Terri Clark: Life Goes On

| July 23, 2011

It’s been five years since Terri Clark had a song in the Countdown.  Of course before that, she had a great ten year run with ten hits and 5 #1s, including “You’re Easy On The Eyes” and “Girls Lie Too.”  In 2007, Terri learned that her mother had cancer.  Terri took a break from the music business to support her mom. Sadly, Linda passed away last year.  When 2011 began, Terri was ready to make a new album, “Roots & Wings,” and it will be released digitally this week.  Westwood One caught up with her last week in Nashville.

 

Talk about the album title: Roots & Wings.  When I made this album, I had Canada on my mind.  When I lost my mom last year from cancer, I rented a cottage in Canada for a month to tether myself to my roots.  It was within an hour of my grandmother, my father, sister, nephew, and lots of friends.  I felt the need to tie myself to that, and so I bought a place.  I was sitting in this cottage and Northern Girl fell out.  So that’s the roots part of this album.  The wings part is about the title is about the freedom of doing what I want to do, making the music I want to make, and my mom her own set of wings too so that ties into it as well.

 

Compare this new record to your previous album: The last record was The Long Way Home, it was more somber, more introspective, because when you’re with someone who’s the closest person in the world to you, and she’s fighting for her life, it’s a perspective check.  When she lost her battle, I grieved, but then I also felt like this light was peaking through these clouds.  I went through a lot of change and upheaval, and it’s changed me as a person.  So with this album, I felt the need to lighten up, and get back to having fun, giving myself to permission to be happy again.

 

You wrote a lot of the songs with Kristen Hall: That was an accident.  She was a founding member of Sugarland, and our houses both flooded in the Nashville flood.  Hers was a mudslide, mine was easier to fix.  It was right after my mom died, so I let her stay at my house while her place was being fixed.  We started writing online while I was in Canada, sending back and forth lyrics.  I found that I laugh a lot with her.  She makes me cackle.  She adopted a nickname for me: Larry, because I’m a tomboy.  I would be friends with her whether she could write songs or not. 

 

You dedicate a song on this album to your mom: Smile is a song I got from my mom, I got the title when I was sitting next to her in the hospital.  I was crying and thought she was sleeping, and she said, “I want you to smile,” and it really impacted me.  The process of letting go, as a parent, and then I had to let my mom go, and give her wings.  When I do unplugged shows, that’s the one song everyone wants to talk about.

 

Now with this new album, will we see more of you?   Oh yeah, I’ll be doing a lot of promotion, and then I have a Canadian tour in the fall.  I get tired of people asking “What have you been doing.”  I’ve been working a lot.  I do different types of shows in the states.  I do big production in Canada.  That keeps things fresh.  The unplugged dates have taken off.  I can sell them out.  I can make jokes and get them singing along.  It’s like a big living room party.  There’s so much that feels new to me, but also I can go to my home country and have what I had here for ten years.  I feel I have a well rounded career.  It never gets stale or boring.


* EXERCISE INSTRUCTIONS *
Every line of the records that contains "Hilbert" should be tallied, and only the resulting number returned.

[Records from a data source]

::::

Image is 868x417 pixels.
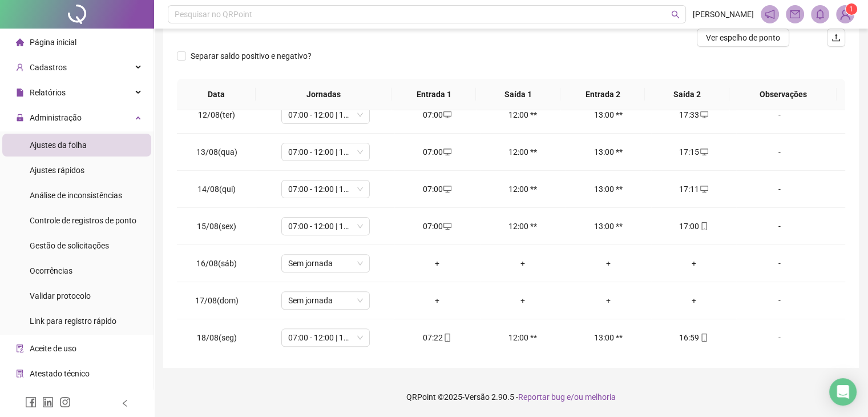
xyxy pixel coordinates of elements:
[661,108,727,121] div: 17:33
[288,254,363,272] span: Sem jornada
[700,148,708,156] span: desktop
[815,9,825,19] span: bell
[706,31,780,44] span: Ver espelho de ponto
[30,63,67,72] span: Cadastros
[443,222,452,230] span: desktop
[846,4,858,15] sup: Atualize o seu contato no menu Meus Dados
[661,145,727,158] div: 17:15
[404,294,471,307] div: +
[829,378,857,406] div: Open Intercom Messenger
[832,33,841,43] span: upload
[30,241,109,251] span: Gestão de solicitações
[746,145,813,158] div: -
[16,114,24,122] span: lock
[30,38,77,47] span: Página inicial
[489,294,556,307] div: +
[195,296,238,305] span: 17/08(dom)
[850,6,853,13] span: 1
[256,79,392,110] th: Jornadas
[404,331,471,344] div: 07:22
[404,145,471,158] div: 07:00
[121,399,129,407] span: left
[198,110,235,119] span: 12/08(ter)
[288,143,363,161] span: 07:00 - 12:00 | 13:00 - 16:48
[288,329,363,346] span: 07:00 - 12:00 | 13:00 - 16:48
[476,79,560,110] th: Saída 1
[25,397,37,408] span: facebook
[30,166,84,175] span: Ajustes rápidos
[288,292,363,309] span: Sem jornada
[154,377,868,417] footer: QRPoint © 2025 - 2.90.5 -
[30,344,77,353] span: Aceite de uso
[16,64,24,71] span: user-add
[404,220,471,232] div: 07:00
[671,10,680,18] span: search
[746,220,813,232] div: -
[739,88,828,101] span: Observações
[30,113,81,122] span: Administração
[16,89,24,96] span: file
[186,50,316,62] span: Separar saldo positivo e negativo?
[575,294,642,307] div: +
[59,397,71,408] span: instagram
[197,333,237,342] span: 18/08(seg)
[700,334,708,341] span: mobile
[790,9,801,19] span: mail
[16,370,24,377] span: solution
[729,79,837,110] th: Observações
[746,294,813,307] div: -
[30,141,87,150] span: Ajustes da folha
[392,79,476,110] th: Entrada 1
[30,316,116,325] span: Link para registro rápido
[288,180,363,198] span: 07:00 - 12:00 | 13:00 - 16:48
[198,184,236,193] span: 14/08(qui)
[30,369,90,378] span: Atestado técnico
[661,183,727,195] div: 17:11
[30,88,66,97] span: Relatórios
[197,222,237,231] span: 15/08(sex)
[746,331,813,344] div: -
[404,183,471,195] div: 07:00
[443,111,452,118] span: desktop
[837,6,854,23] img: 84905
[443,334,452,341] span: mobile
[288,106,363,123] span: 07:00 - 12:00 | 13:00 - 16:48
[661,257,727,270] div: +
[404,257,471,270] div: +
[196,147,238,156] span: 13/08(qua)
[661,294,727,307] div: +
[443,148,452,156] span: desktop
[196,259,237,268] span: 16/08(sáb)
[30,215,137,225] span: Controle de registros de ponto
[700,111,708,118] span: desktop
[645,79,729,110] th: Saída 2
[746,183,813,195] div: -
[765,9,776,19] span: notification
[443,185,452,193] span: desktop
[30,190,122,200] span: Análise de inconsistências
[700,185,708,193] span: desktop
[43,397,54,408] span: linkedin
[661,220,727,232] div: 17:00
[465,392,490,401] span: Versão
[404,108,471,121] div: 07:00
[30,266,72,276] span: Ocorrências
[489,257,556,270] div: +
[661,331,727,344] div: 16:59
[746,257,813,270] div: -
[16,344,24,352] span: audit
[746,108,813,121] div: -
[700,222,708,230] span: mobile
[177,79,256,110] th: Data
[519,392,616,401] span: Reportar bug e/ou melhoria
[560,79,645,110] th: Entrada 2
[693,8,754,20] span: [PERSON_NAME]
[288,217,363,235] span: 07:00 - 12:00 | 13:00 - 16:48
[30,291,91,300] span: Validar protocolo
[16,38,24,46] span: home
[697,29,789,47] button: Ver espelho de ponto
[575,257,642,270] div: +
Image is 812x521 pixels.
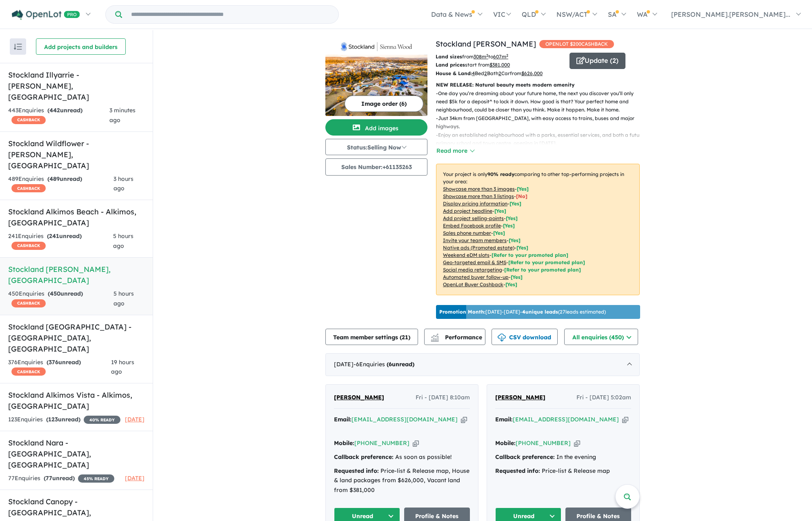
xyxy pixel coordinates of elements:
[50,290,60,297] span: 450
[8,415,121,425] div: 123 Enquir ies
[49,233,59,240] span: 241
[329,41,424,52] img: Stockland Sienna Wood - Hilbert Logo
[354,439,410,447] a: [PHONE_NUMBER]
[334,466,470,495] div: Price-list & Release map, House & land packages from $626,000, Vacant land from $381,000
[352,416,458,423] a: [EMAIL_ADDRESS][DOMAIN_NAME]
[326,353,640,376] div: [DATE]
[576,393,631,402] span: Fri - [DATE] 5:02am
[495,467,541,475] strong: Requested info:
[436,164,640,295] p: Your project is only comparing to other top-performing projects in your area: - - - - - - - - - -...
[326,158,427,175] button: Sales Number:+61135263
[495,466,631,476] div: Price-list & Release map
[424,329,486,345] button: Performance
[46,358,81,366] strong: ( unread)
[326,55,427,116] img: Stockland Sienna Wood - Hilbert
[436,89,646,114] p: - One day you’re dreaming about your future home, the next you discover you’ll only need $5k for ...
[517,245,528,251] span: [Yes]
[511,274,523,280] span: [Yes]
[574,439,580,447] button: Copy
[12,10,80,20] img: Openlot PRO Logo White
[443,281,503,287] u: OpenLot Buyer Cashback
[334,467,379,475] strong: Requested info:
[326,38,427,116] a: Stockland Sienna Wood - Hilbert LogoStockland Sienna Wood - Hilbert
[334,452,470,462] div: As soon as possible!
[334,453,394,461] strong: Callback preference:
[443,252,489,258] u: Weekend eDM slots
[474,54,488,60] u: 308 m
[326,329,418,345] button: Team member settings (21)
[345,96,424,112] button: Image order (6)
[488,54,508,60] span: to
[461,415,467,424] button: Copy
[8,264,144,286] h5: Stockland [PERSON_NAME] , [GEOGRAPHIC_DATA]
[513,416,619,423] a: [EMAIL_ADDRESS][DOMAIN_NAME]
[436,70,472,76] b: House & Land:
[516,439,571,447] a: [PHONE_NUMBER]
[110,107,136,124] span: 3 minutes ago
[671,10,791,18] span: [PERSON_NAME].[PERSON_NAME]...
[8,69,144,102] h5: Stockland Illyarrie - [PERSON_NAME] , [GEOGRAPHIC_DATA]
[48,416,58,423] span: 123
[334,394,384,401] span: [PERSON_NAME]
[436,53,564,61] p: from
[443,200,508,206] u: Display pricing information
[492,252,569,258] span: [Refer to your promoted plan]
[443,237,507,243] u: Invite your team members
[49,107,60,114] span: 442
[8,438,144,470] h5: Stockland Nara - [GEOGRAPHIC_DATA] , [GEOGRAPHIC_DATA]
[493,230,505,236] span: [ Yes ]
[485,70,487,76] u: 2
[8,289,114,309] div: 450 Enquir ies
[84,416,121,424] span: 40 % READY
[516,193,528,199] span: [ No ]
[47,175,82,183] strong: ( unread)
[36,38,126,55] button: Add projects and builders
[436,54,462,60] b: Land sizes
[8,358,111,377] div: 376 Enquir ies
[12,242,46,250] span: CASHBACK
[114,175,133,192] span: 3 hours ago
[8,390,144,411] h5: Stockland Alkimos Vista - Alkimos , [GEOGRAPHIC_DATA]
[564,329,639,345] button: All enquiries (450)
[47,233,82,240] strong: ( unread)
[12,116,46,124] span: CASHBACK
[492,329,558,345] button: CSV download
[49,175,60,183] span: 489
[506,53,508,58] sup: 2
[622,415,628,424] button: Copy
[505,267,581,273] span: [Refer to your promoted plan]
[47,290,83,297] strong: ( unread)
[354,360,415,368] span: - 6 Enquir ies
[517,186,529,192] span: [ Yes ]
[522,309,558,315] b: 4 unique leads
[495,439,516,447] strong: Mobile:
[334,416,352,423] strong: Email:
[493,54,508,60] u: 607 m
[436,39,536,49] a: Stockland [PERSON_NAME]
[334,393,384,402] a: [PERSON_NAME]
[439,309,606,316] p: [DATE] - [DATE] - ( 27 leads estimated)
[8,231,113,251] div: 241 Enquir ies
[498,334,506,342] img: download icon
[570,53,626,69] button: Update (2)
[46,475,52,482] span: 77
[78,475,114,483] span: 45 % READY
[488,171,514,177] b: 90 % ready
[44,475,75,482] strong: ( unread)
[413,439,419,447] button: Copy
[503,223,515,229] span: [ Yes ]
[443,186,515,192] u: Showcase more than 3 images
[436,81,640,89] p: NEW RELEASE: Natural beauty meets modern amenity
[486,53,488,58] sup: 2
[509,237,520,243] span: [ Yes ]
[506,281,517,287] span: [Yes]
[539,40,614,48] span: OPENLOT $ 200 CASHBACK
[8,138,144,171] h5: Stockland Wildflower - [PERSON_NAME] , [GEOGRAPHIC_DATA]
[8,174,114,194] div: 489 Enquir ies
[489,61,510,68] u: $ 381,000
[416,393,470,402] span: Fri - [DATE] 8:10am
[436,61,465,68] b: Land prices
[443,208,492,214] u: Add project headline
[8,474,114,483] div: 77 Enquir ies
[494,208,506,214] span: [ Yes ]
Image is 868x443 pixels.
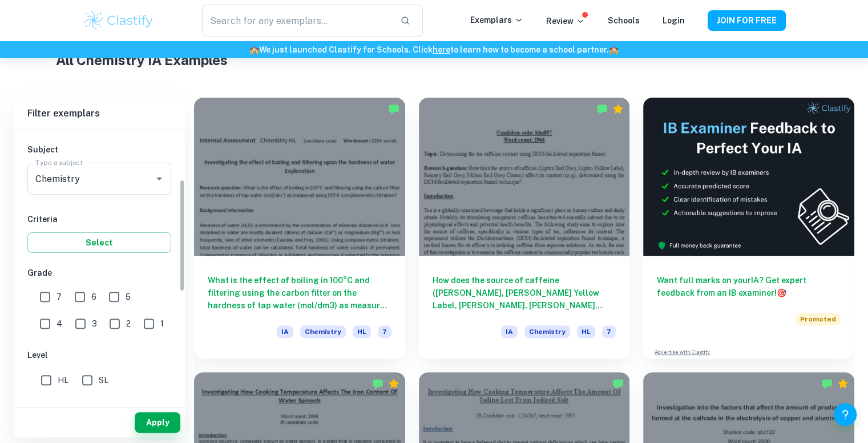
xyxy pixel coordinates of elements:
span: 7 [56,291,62,303]
button: JOIN FOR FREE [708,10,786,30]
a: Advertise with Clastify [654,348,710,356]
p: Exemplars [470,14,523,27]
img: Marked [596,103,608,115]
span: 3 [92,318,97,330]
h6: What is the effect of boiling in 100°C and filtering using the carbon filter on the hardness of t... [208,274,391,311]
h6: Criteria [28,213,171,226]
span: SL [98,374,109,387]
a: What is the effect of boiling in 100°C and filtering using the carbon filter on the hardness of t... [194,98,405,358]
img: Marked [612,378,623,390]
img: Marked [372,378,384,390]
h6: Level [28,349,171,361]
span: IA [277,325,294,338]
span: 6 [91,291,97,303]
span: 🏫 [249,45,259,54]
span: 1 [160,318,164,330]
span: 5 [125,291,131,303]
span: IA [501,325,517,338]
div: Premium [612,103,623,115]
h6: Filter exemplars [14,98,185,130]
span: 7 [377,325,391,338]
span: 🎯 [777,288,786,297]
span: Chemistry [300,325,346,338]
h6: Subject [28,144,171,156]
h6: We just launched Clastify for Schools. Click to learn how to become a school partner. [2,43,865,56]
button: Help and Feedback [834,403,856,426]
span: HL [353,325,371,338]
a: Want full marks on yourIA? Get expert feedback from an IB examiner!PromotedAdvertise with Clastify [643,98,854,358]
img: Marked [388,103,399,115]
p: Review [546,15,584,28]
span: 2 [126,318,131,330]
span: Chemistry [525,325,570,338]
h6: How does the source of caffeine ([PERSON_NAME], [PERSON_NAME] Yellow Label, [PERSON_NAME], [PERSO... [433,274,616,311]
span: HL [58,374,68,387]
img: Clastify logo [83,9,156,32]
span: Promoted [795,313,840,325]
a: How does the source of caffeine ([PERSON_NAME], [PERSON_NAME] Yellow Label, [PERSON_NAME], [PERSO... [419,98,630,358]
span: HL [577,325,596,338]
h6: Grade [28,266,171,279]
img: Thumbnail [643,98,854,256]
a: Schools [608,16,640,25]
img: Marked [821,378,832,390]
button: Apply [134,413,180,433]
div: Premium [837,378,849,390]
span: 🏫 [608,45,619,54]
div: Premium [388,378,399,390]
input: Search for any exemplars... [202,5,390,37]
span: 7 [602,325,616,338]
button: Open [151,170,168,187]
h6: Want full marks on your IA ? Get expert feedback from an IB examiner! [656,274,840,299]
h1: All Chemistry IA Examples [56,50,813,70]
a: here [433,45,450,54]
button: Select [28,232,171,253]
a: Login [663,16,685,25]
label: Type a subject [35,157,83,168]
span: 4 [56,318,63,330]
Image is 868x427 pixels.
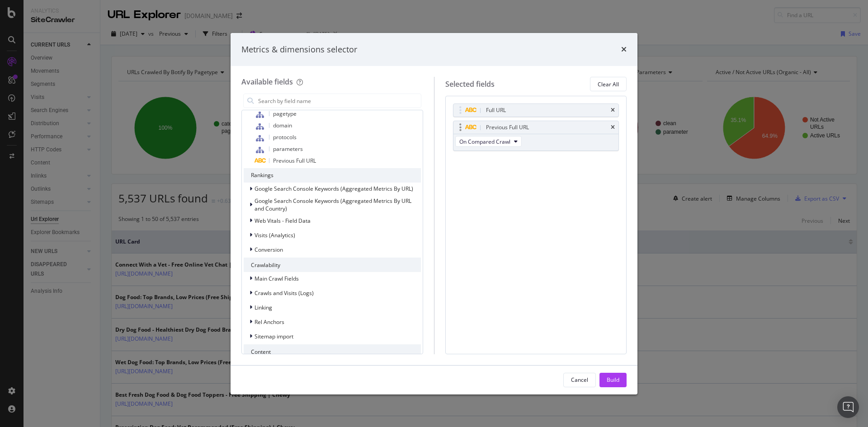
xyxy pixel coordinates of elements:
span: Visits (Analytics) [254,232,295,239]
div: modal [231,33,637,395]
span: domain [273,121,292,129]
div: Previous Full URLtimesOn Compared Crawl [453,120,619,151]
div: Full URLtimes [453,104,619,117]
div: Build [606,377,619,384]
div: Selected fields [445,80,495,89]
div: Rankings [243,168,421,182]
input: Search by field name [257,94,421,108]
div: Available fields [241,77,293,86]
button: Clear All [590,77,627,91]
div: Clear All [597,81,619,88]
div: Full URL [486,106,505,115]
div: times [610,125,615,130]
span: protocols [273,133,297,141]
button: On Compared Crawl [455,136,522,147]
span: On Compared Crawl [459,138,510,146]
div: times [610,108,615,113]
span: Conversion [254,246,283,253]
div: Content [243,345,421,359]
div: Cancel [570,377,588,384]
span: parameters [273,146,303,152]
div: times [621,44,627,55]
div: Open Intercom Messenger [837,397,858,418]
button: Cancel [563,373,595,387]
button: Build [599,373,627,387]
span: Web Vitals - Field Data [254,217,310,225]
span: Rel Anchors [254,318,284,326]
span: pagetype [273,110,297,117]
span: Main Crawl Fields [254,275,299,282]
span: Linking [254,304,272,312]
div: Metrics & dimensions selector [241,44,357,55]
div: Crawlability [243,258,421,272]
div: Previous Full URL [486,123,529,132]
span: Sitemap import [254,333,293,341]
span: Previous Full URL [273,157,316,165]
span: Google Search Console Keywords (Aggregated Metrics By URL) [254,185,413,192]
span: Google Search Console Keywords (Aggregated Metrics By URL and Country) [254,197,411,213]
span: Crawls and Visits (Logs) [254,289,313,297]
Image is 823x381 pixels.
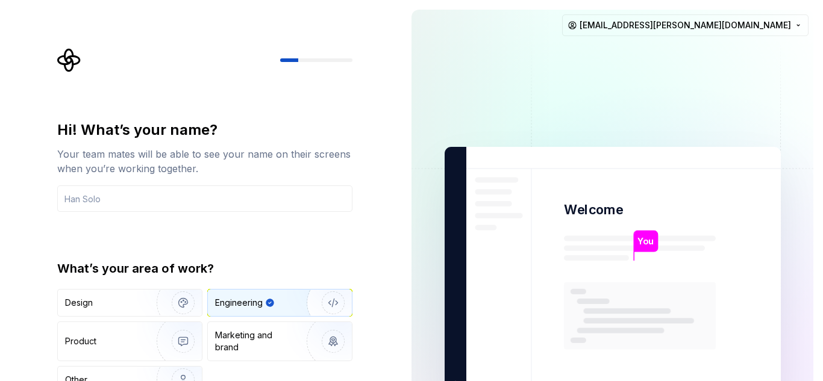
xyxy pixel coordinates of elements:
div: Design [65,297,93,309]
div: Marketing and brand [215,329,296,353]
div: Engineering [215,297,263,309]
span: [EMAIL_ADDRESS][PERSON_NAME][DOMAIN_NAME] [579,19,791,31]
p: Welcome [564,201,623,219]
input: Han Solo [57,185,352,212]
div: What’s your area of work? [57,260,352,277]
div: Your team mates will be able to see your name on their screens when you’re working together. [57,147,352,176]
div: Product [65,335,96,347]
svg: Supernova Logo [57,48,81,72]
div: Hi! What’s your name? [57,120,352,140]
p: You [637,235,653,248]
button: [EMAIL_ADDRESS][PERSON_NAME][DOMAIN_NAME] [562,14,808,36]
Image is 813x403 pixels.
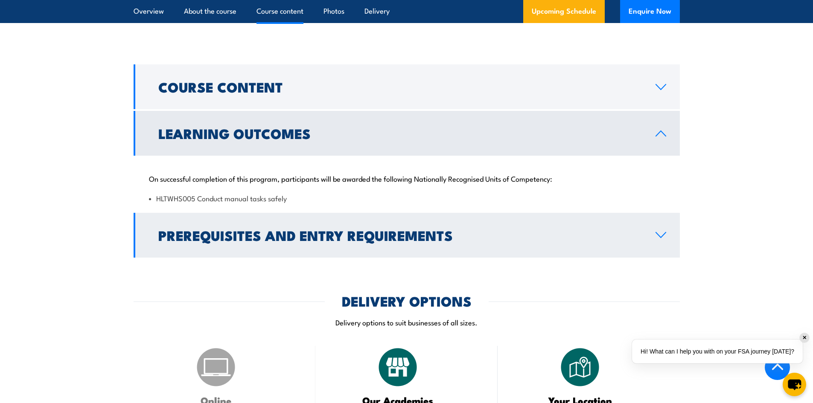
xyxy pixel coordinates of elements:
h2: Course Content [158,81,642,93]
li: HLTWHS005 Conduct manual tasks safely [149,193,665,203]
h2: DELIVERY OPTIONS [342,295,472,307]
h2: Learning Outcomes [158,127,642,139]
a: Learning Outcomes [134,111,680,156]
p: Delivery options to suit businesses of all sizes. [134,318,680,327]
p: On successful completion of this program, participants will be awarded the following Nationally R... [149,174,665,183]
div: ✕ [800,333,809,343]
a: Prerequisites and Entry Requirements [134,213,680,258]
div: Hi! What can I help you with on your FSA journey [DATE]? [632,340,803,364]
h2: Prerequisites and Entry Requirements [158,229,642,241]
button: chat-button [783,373,806,397]
a: Course Content [134,64,680,109]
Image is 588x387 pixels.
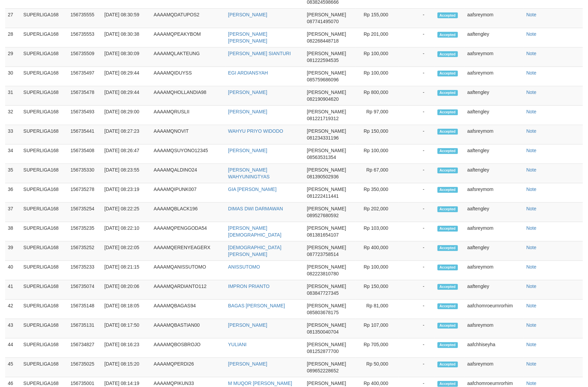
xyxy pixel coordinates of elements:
[5,241,20,260] td: 39
[5,338,20,357] td: 44
[465,280,524,300] td: aaftengley
[399,67,434,86] td: -
[228,284,270,289] a: IMPRON PRIANTO
[151,300,225,319] td: AAAAMQBAGAS94
[465,183,524,203] td: aafsreymom
[307,381,346,386] span: [PERSON_NAME]
[5,67,20,86] td: 30
[68,106,102,125] td: 156735493
[20,86,68,106] td: SUPERLIGA168
[151,203,225,222] td: AAAAMQBLACK196
[437,284,458,289] span: Accepted
[356,300,399,319] td: Rp 81,000
[437,70,458,76] span: Accepted
[151,338,225,357] td: AAAAMQBOSBROJO
[307,96,339,102] span: 082190904620
[20,203,68,222] td: SUPERLIGA168
[5,47,20,67] td: 29
[102,106,151,125] td: [DATE] 08:29:00
[20,338,68,357] td: SUPERLIGA168
[437,206,458,212] span: Accepted
[437,109,458,115] span: Accepted
[228,89,268,95] a: [PERSON_NAME]
[356,164,399,183] td: Rp 67,000
[356,47,399,67] td: Rp 100,000
[307,303,346,308] span: [PERSON_NAME]
[20,280,68,300] td: SUPERLIGA168
[20,8,68,28] td: SUPERLIGA168
[228,381,292,386] a: M MUQOR [PERSON_NAME]
[527,70,537,75] a: Note
[5,125,20,144] td: 33
[151,8,225,28] td: AAAAMQDATUPOS2
[465,260,524,280] td: aafsreymom
[102,67,151,86] td: [DATE] 08:29:44
[399,86,434,106] td: -
[465,106,524,125] td: aaftengley
[102,338,151,357] td: [DATE] 08:16:23
[102,241,151,260] td: [DATE] 08:22:05
[228,361,268,367] a: [PERSON_NAME]
[399,260,434,280] td: -
[399,47,434,67] td: -
[307,58,339,63] span: 081222594535
[151,106,225,125] td: AAAAMQRUSLII
[399,338,434,357] td: -
[527,245,537,250] a: Note
[527,148,537,153] a: Note
[102,203,151,222] td: [DATE] 08:22:25
[465,47,524,67] td: aafsreymom
[151,260,225,280] td: AAAAMQANISSUTOMO
[356,8,399,28] td: Rp 155,000
[527,128,537,134] a: Note
[307,225,346,231] span: [PERSON_NAME]
[151,222,225,241] td: AAAAMQPENGGODA54
[437,32,458,37] span: Accepted
[5,222,20,241] td: 38
[307,77,339,82] span: 085759686096
[20,67,68,86] td: SUPERLIGA168
[437,303,458,309] span: Accepted
[437,167,458,173] span: Accepted
[356,222,399,241] td: Rp 103,000
[151,67,225,86] td: AAAAMQIDUYSS
[102,222,151,241] td: [DATE] 08:22:10
[527,12,537,18] a: Note
[356,203,399,222] td: Rp 202,000
[151,144,225,164] td: AAAAMQSUYONO12345
[151,28,225,47] td: AAAAMQPEAKYBOM
[68,280,102,300] td: 156735074
[151,241,225,260] td: AAAAMQERENYEAGERX
[399,144,434,164] td: -
[307,290,339,296] span: 083847727345
[399,8,434,28] td: -
[228,167,270,179] a: [PERSON_NAME] WAHYUNINGTYAS
[102,47,151,67] td: [DATE] 08:30:09
[437,51,458,57] span: Accepted
[527,31,537,37] a: Note
[399,183,434,203] td: -
[20,144,68,164] td: SUPERLIGA168
[307,70,346,75] span: [PERSON_NAME]
[465,338,524,357] td: aafchhiseyha
[151,125,225,144] td: AAAAMQNOVIT
[228,322,268,328] a: [PERSON_NAME]
[307,264,346,269] span: [PERSON_NAME]
[20,300,68,319] td: SUPERLIGA168
[399,28,434,47] td: -
[307,348,339,354] span: 081252877700
[527,322,537,328] a: Note
[20,319,68,338] td: SUPERLIGA168
[228,225,282,237] a: [PERSON_NAME][DEMOGRAPHIC_DATA]
[5,260,20,280] td: 40
[465,86,524,106] td: aaftengley
[68,28,102,47] td: 156735553
[356,144,399,164] td: Rp 100,000
[527,186,537,192] a: Note
[465,125,524,144] td: aafsreymom
[307,174,339,179] span: 081390502936
[68,8,102,28] td: 156735555
[20,106,68,125] td: SUPERLIGA168
[527,284,537,289] a: Note
[151,86,225,106] td: AAAAMQHOLLANDIA98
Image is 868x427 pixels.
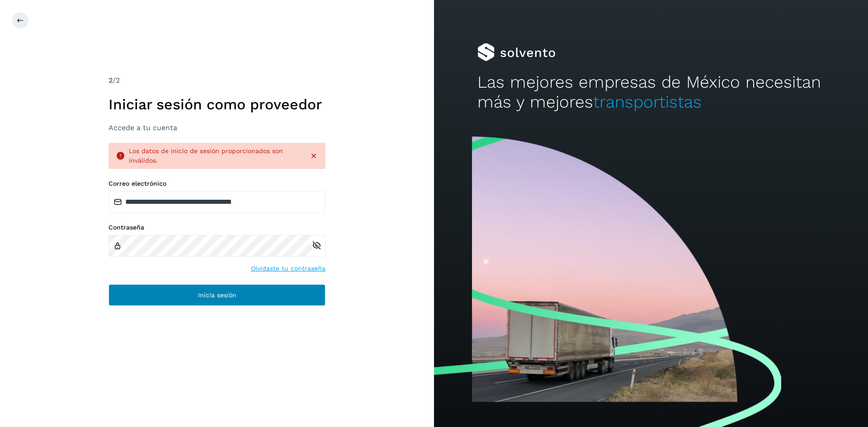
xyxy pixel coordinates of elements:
[129,147,302,166] div: Los datos de inicio de sesión proporcionados son inválidos.
[148,317,285,353] iframe: reCAPTCHA
[108,223,325,231] label: Contraseña
[108,76,113,84] span: 2
[251,264,325,273] a: Olvidaste tu contraseña
[108,96,325,113] h1: Iniciar sesión como proveedor
[593,92,701,111] span: transportistas
[108,75,325,86] div: /2
[477,72,824,113] h2: Las mejores empresas de México necesitan más y mejores
[108,180,325,187] label: Correo electrónico
[108,124,325,132] h3: Accede a tu cuenta
[198,292,236,299] span: Inicia sesión
[108,284,325,306] button: Inicia sesión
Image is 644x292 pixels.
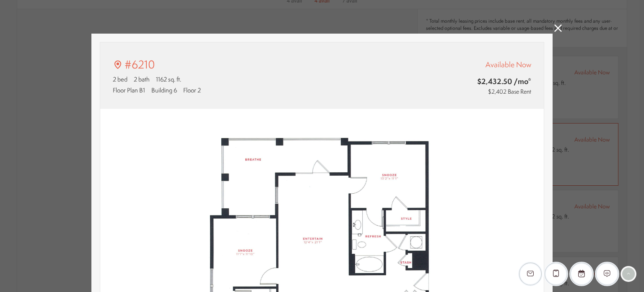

::::

* ANSWER SECTION *
3